“Take the fucking money! Why don’t you take the fucking money?” The Chairman of the Liverpool Everyman Theatre had me with my back to the wall in the little kitchenette attached to the theatre’s most prestigious rehearsal room, The Red Room. He was clearly irked and my unwillingness to accept some kind of pay off from him, as his role as Chairman of the Theatre, to me, in my role as Director of the Hope Street Project, was irking him even further.
I continued to decline his pay off as politely as I could but can’t remember who left the kitchenette first or what happened immediately afterwards although I knew I had to get back to our rehearsals of Carmina Burana; a multimedia production we had devised with musicians from the Royal Liverpool Philharmonic Orchestra and video support from MITES (which was later to become FACT) and which was due to be performed in the Theatre in just a few days time.
The payment in question was a large sum of cash which the theatre had received from its backers – most notably the European Union in the form of European Social Funds – which were to be used for various training programmes which the Everyman had established through its training wing, the Hope Street Project. Or more accurately – which the Hope St Project had established and which the Everyman Theatre occasionally looked at with various degrees of affection, bewilderment or hostility, depending on where you sat within the organisational heirarchy.
The payment being offered to me was an enticement which amounted to: “Take the fucking money, stick it in your organisation, and then take your fucking organisation off our backs so that we can run the theatre like we did in the good old days.”
The Chairman was clearly rattled and he had good cause to be. The Everyman had been suffering financially for many years, not least because of falling public sector involvement, falling audiences and artistic policies which weren’t cutting the mustard any longer. Then, in 1988, the City Council and the Theatre’s Administrator came up with a scheme to end all schemes. They identified a vast pot of national regeneration money, coupled it to an equally large pot of European money and turned it into a training programme which the Everyman – or indeed any other regional theatres – had never seen in living memory.
The programme – the Hope Street Project – was soon causing ructions both in and out of the theatre and posing lots of difficult questions to its staff, audiences, Board members, politicians and funders. What was to be done with this funding? How could the Everyman manage what amounted to a 100% increase in turnover literally overnight? And most crucially – what did it now mean to be a regional producing theatre?
The last question was particularly potent and exercised many of us over many hours tortuous debate not only in the Red Room but in every nook and cranny of the building and its hidey hole of last resort – The Bistro. To some, the concept of The Everyman was that it was a fantastic little bar (The Bistro) which had a theatre attached to it; rather than a fantastic little theatre which had a bar attached to it but that’s another story.
The questioning went on for years and left everyone exhausted by the time the theatre was close to finally falling on its knees due to yet another round of funding cuts and falling audiences. The Chairman’s view was that the fault of this malaise was completely down to the Hope Street Project causing everyone to take their eye of the collective artistic ball which led, in his words, to a theatre ‘for social engineering’ – something he was adamant in the press that he didn’t want.
So his proposal was simple: ‘take the fucking money and get off our backs and let us get on with saving and running this theatre’.
Unfortunately for him, the proposal didn’t stack up and it wasn’t long after that the Theatre went into receivership, the Hope Street staff and trainees were all made redundant and a knight in white armour (in the form of the union, MSF) came galloping over the hill to save the Hope St. Project and rescue its EU funding from the jaws of an untimely and unpleasant liquidation.
Whether the bureaucrats had any idea of how EU funding was transforming (wrecking or saving – take your pick) regional British Theatre in the late 1980s is anyone’s guess. But I do know that without it, Hope St would never had started; the ground work for LIPA would never have started and the cultural vibrancy of one of the UK’s great cities would have taken a severe beating. One thing we can be certain of: without EU funding, the City’s European City of Culture would have stalled down in the Bistro years before, along with countless other plans for cultural urban regeneration in the city.
‘It’s not me, Peter,” I should have said to the Chairman when I left the Red Room to go back to the rehearsal. “It’s you.”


# [DESCRIPTION OF THE TASK]
Reproduce all the records word for word. Omit images.

##########

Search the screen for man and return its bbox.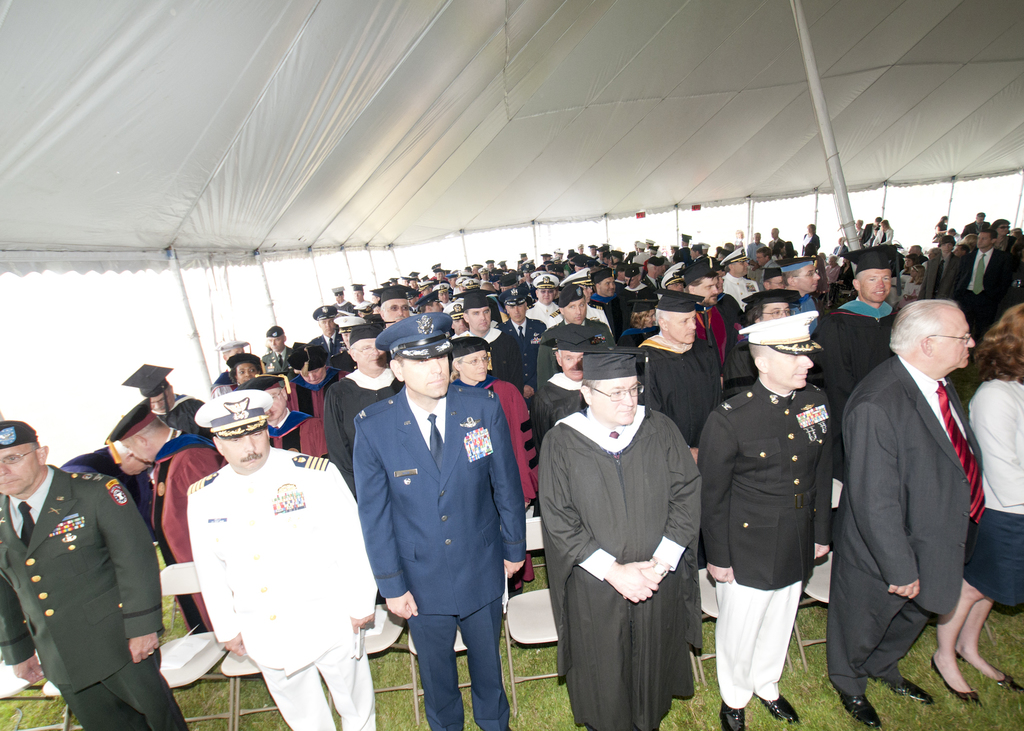
Found: box=[696, 310, 840, 730].
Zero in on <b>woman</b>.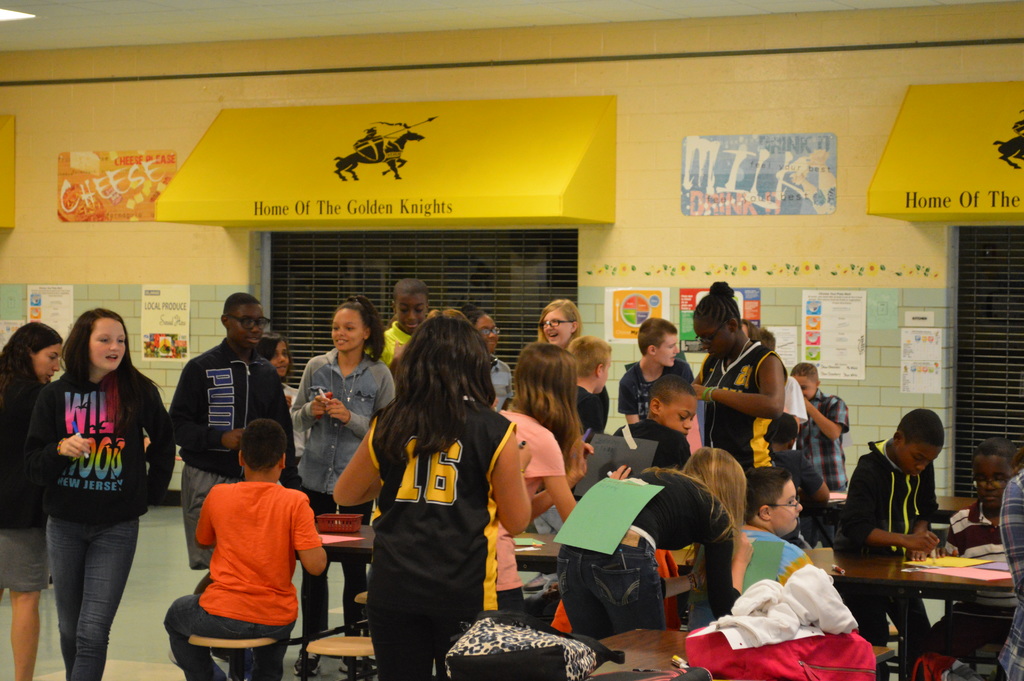
Zeroed in: x1=24 y1=302 x2=163 y2=677.
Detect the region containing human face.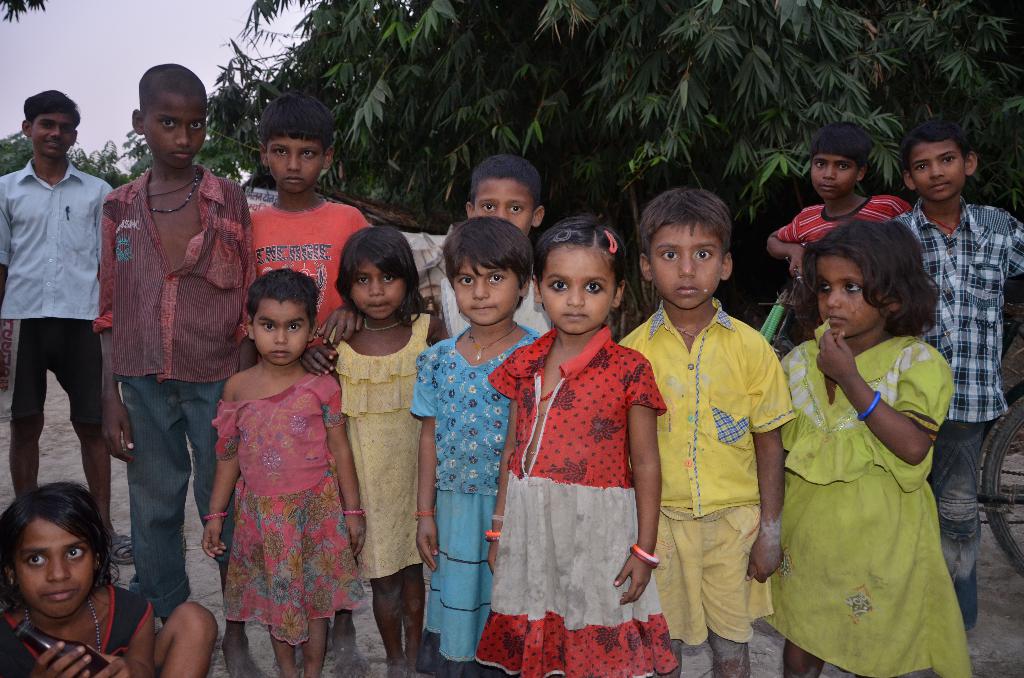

##########

# [TASK RESULT]
Search the screen for man and return its bbox.
Found: box=[696, 310, 840, 730].
Zero in on <b>woman</b>.
Zeroed in: x1=24 y1=302 x2=163 y2=677.
Detect the region containing human face.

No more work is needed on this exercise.